Fehinti Balogun in rehearsal

“These are the generations of his family that he plays,” explains Ray, “but there are also characters coming off the experiences that they have that he plays as well. I play a couple too, but it’s all within the storytelling. The three characters that Fehinto plays present the other characters as characters within their narrative.”

“He does connect with his past at the end,” says Ray, “but at first he wants no connection at all.” Ray’s own heritage has strong links with Lewis’s role, as his own parents were from Jamaica.

“They were part of the Windrush generation. Their ancestors were taken from Ghana to the Caribbean to work as slaves, and so the slave experience is exactly the same, it’s just that it is happening on a different continent. My ancestors would have gone through exactly the same thing as Lewis’s.”

This is the first time Blue Door has been performed in the UK, so will it have relevance here? “See an American play and there is a feeling that the characters are far removed from us. But they’re not – it’s a universal story and you see the mirroring of your own life.
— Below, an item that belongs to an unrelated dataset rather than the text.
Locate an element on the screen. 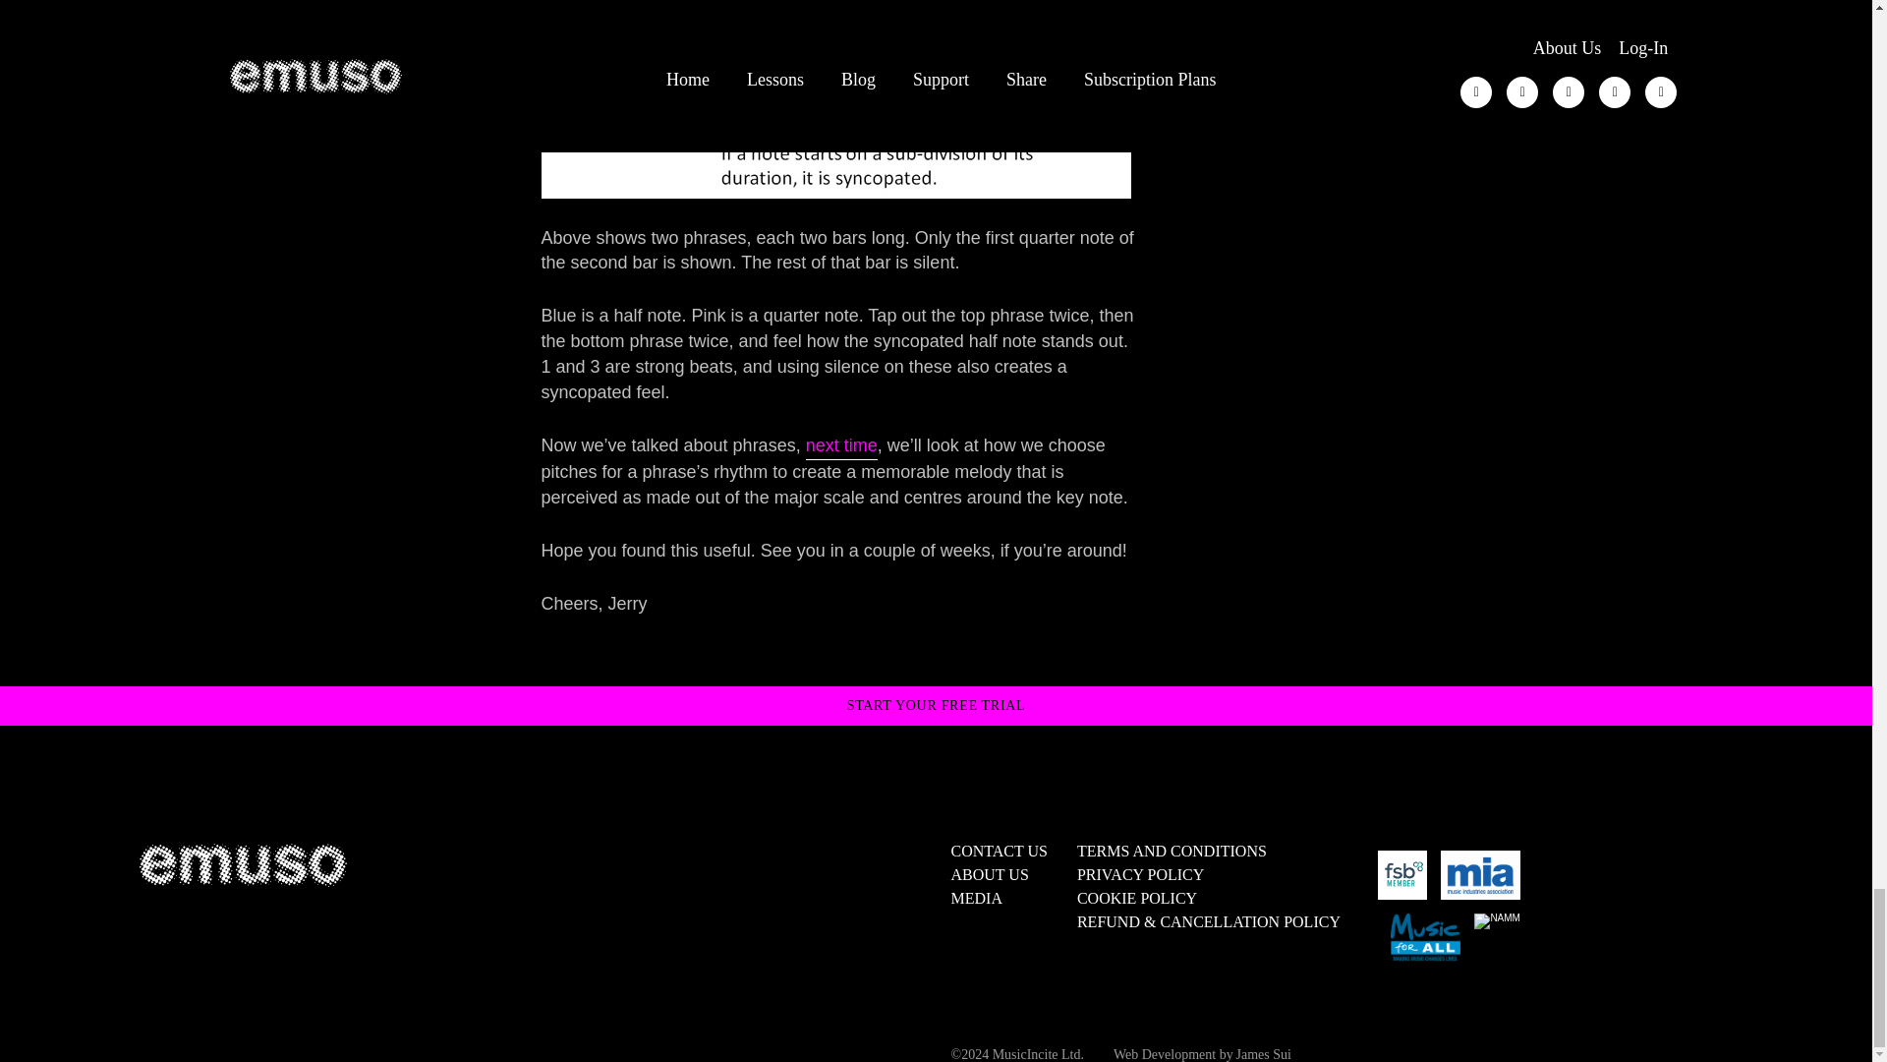 The width and height of the screenshot is (1887, 1062). COOKIE POLICY is located at coordinates (1136, 899).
“My mum was 19 and my father was 25 when they came to London. My dad didn’t go back until he was in his mid-fifties. My mum and dad never saw their parents alive again because they couldn’t afford to go back. What that must have been like…

“When you talk about race, it can become massive and general. But this play makes it specific to one family…”
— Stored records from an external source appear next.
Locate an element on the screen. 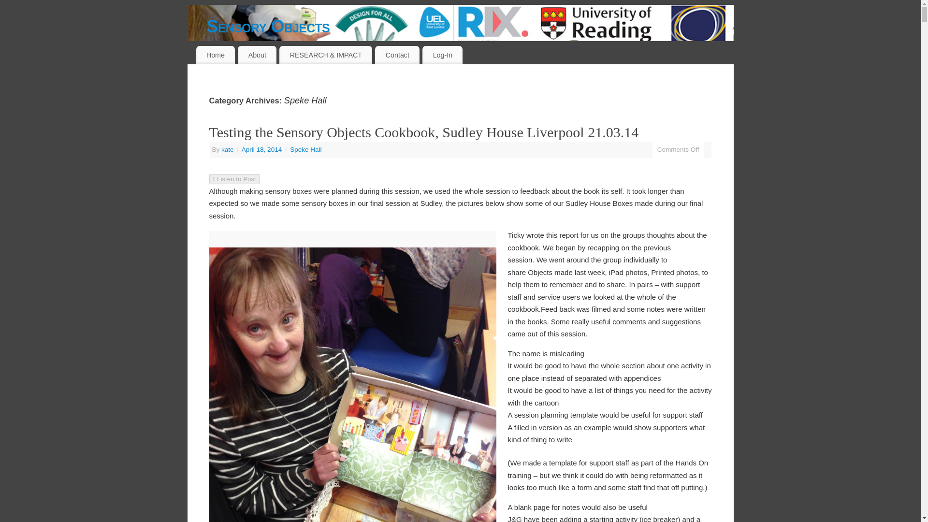 This screenshot has width=928, height=522. kate is located at coordinates (227, 150).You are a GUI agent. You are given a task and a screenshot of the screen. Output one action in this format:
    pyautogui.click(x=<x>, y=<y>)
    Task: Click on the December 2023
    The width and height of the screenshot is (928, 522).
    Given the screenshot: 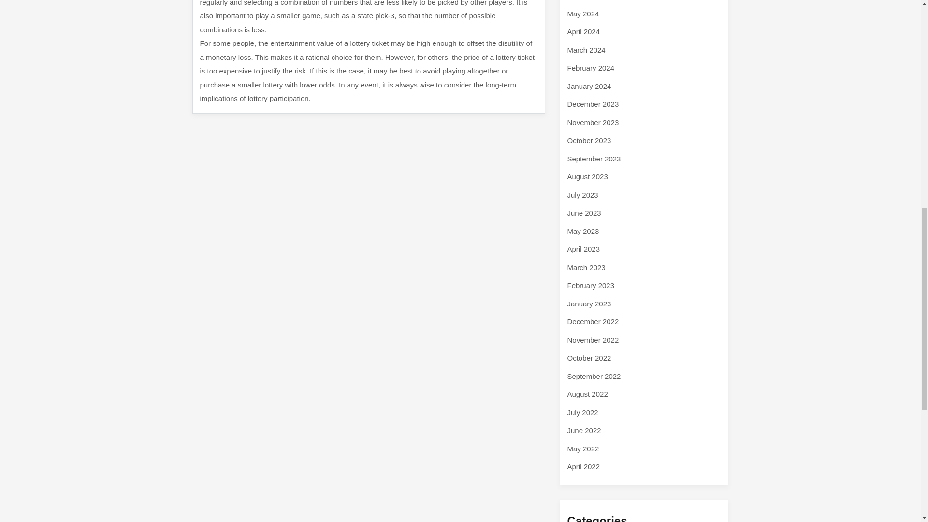 What is the action you would take?
    pyautogui.click(x=593, y=104)
    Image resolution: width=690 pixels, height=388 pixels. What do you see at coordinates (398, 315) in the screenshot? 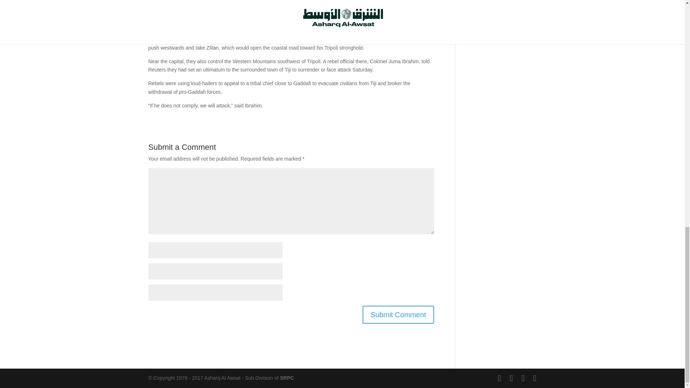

“My parents didn’t give out much information about their backgrounds when I was younger. But as I got older I started to understand where my heritage was. You needed to know politically, anyway, so it was best to find out and know it. When I started to understand what happened to my parents in the Caribbean and what happened to their parents, I was surprised that I didn’t know they had gone through that.

“The play is intense and it’s funny,” says Ray. “But in that small space, even though there is a sense of claustrophobia, it’s still got open elements and there’s lots of active stuff going on. And it is all happening in Lewis’s head. The characters did exist but they have come to him on this particular night. So it’s what he is trying to confront and not confront. It is a very interesting treatment, really, just one character with the other characters inside him.”
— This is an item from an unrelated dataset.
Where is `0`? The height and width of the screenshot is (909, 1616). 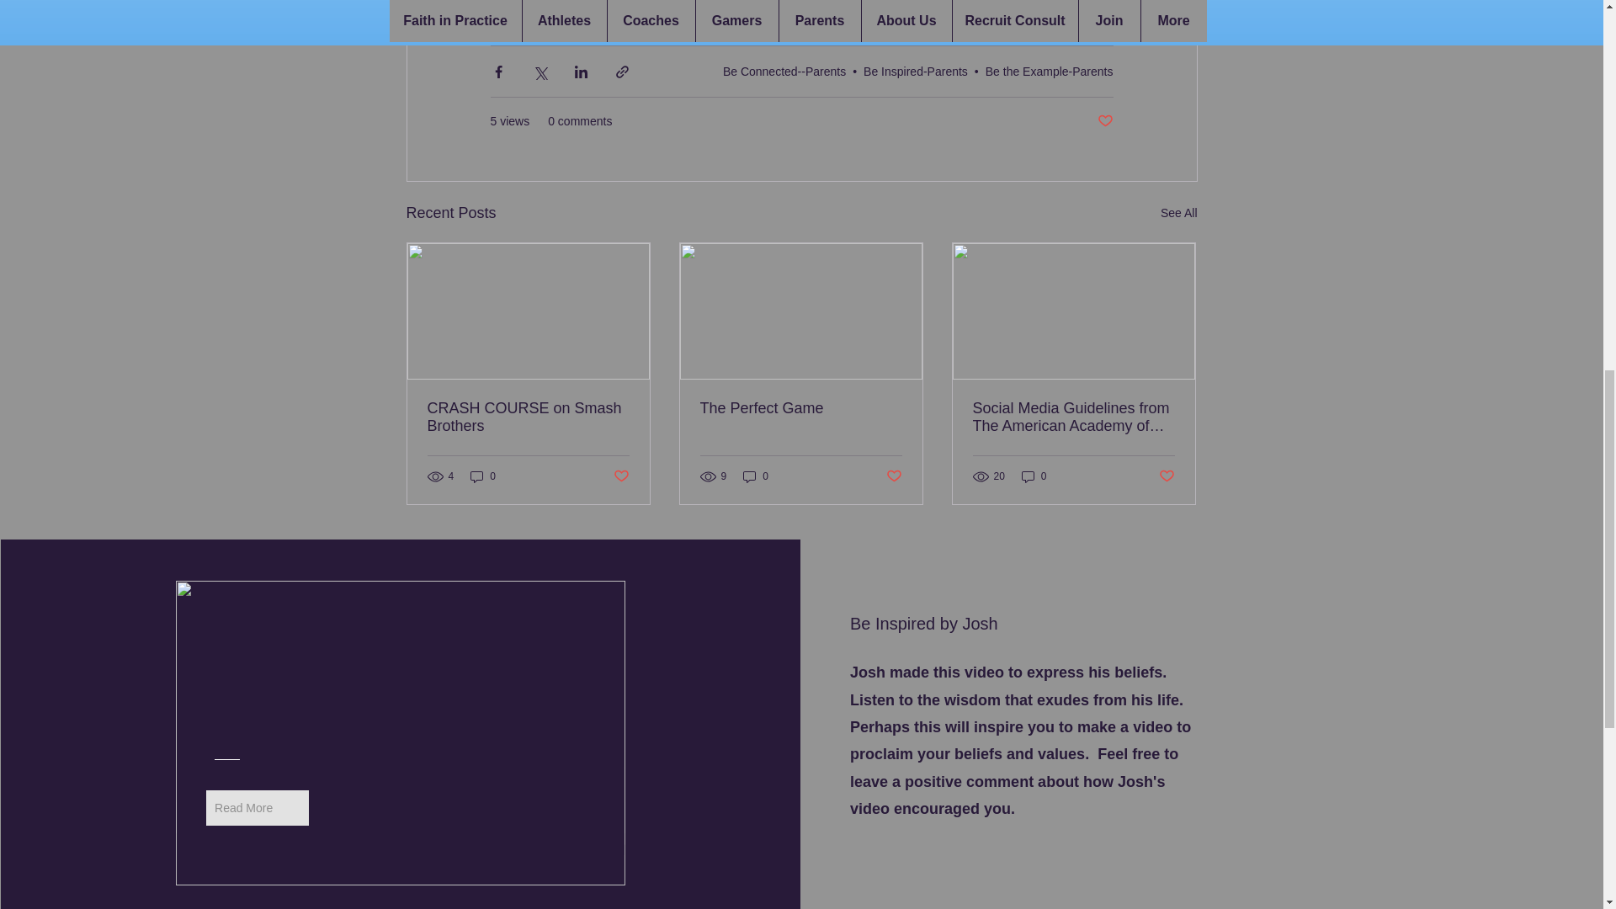 0 is located at coordinates (483, 476).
The staging of Blue Door is sparse, minimal, so the energy comes from the actors. Described as a ‘play with original songs’, the singing is something that Ray won’t struggle with having recently taken the lead role of Nathan Detroit in Guys and Dolls at Manchester’s Royal Exchange, the first-ever production with an all-black cast. “They are all songs that come out of the locations in times of peace. The music also relates to my character, so the music usually disturbs Lewis in some shape or form. And it helps open up his memory as he’s trying to remember things that he has forgotten about or things that he has completely shut away.”

Blue Door tells a monumental story through one family, and in stretching across the generations, the universal story has sharp resonance today. n

Blue Door, runs from 7 February to 9 March at the Ustinov Studio, Theatre Royal Bath; theatreroyal.org.uk

The post Behind the blue door: Interview with actor Ray Fearon appeared first on The Bath Magazine.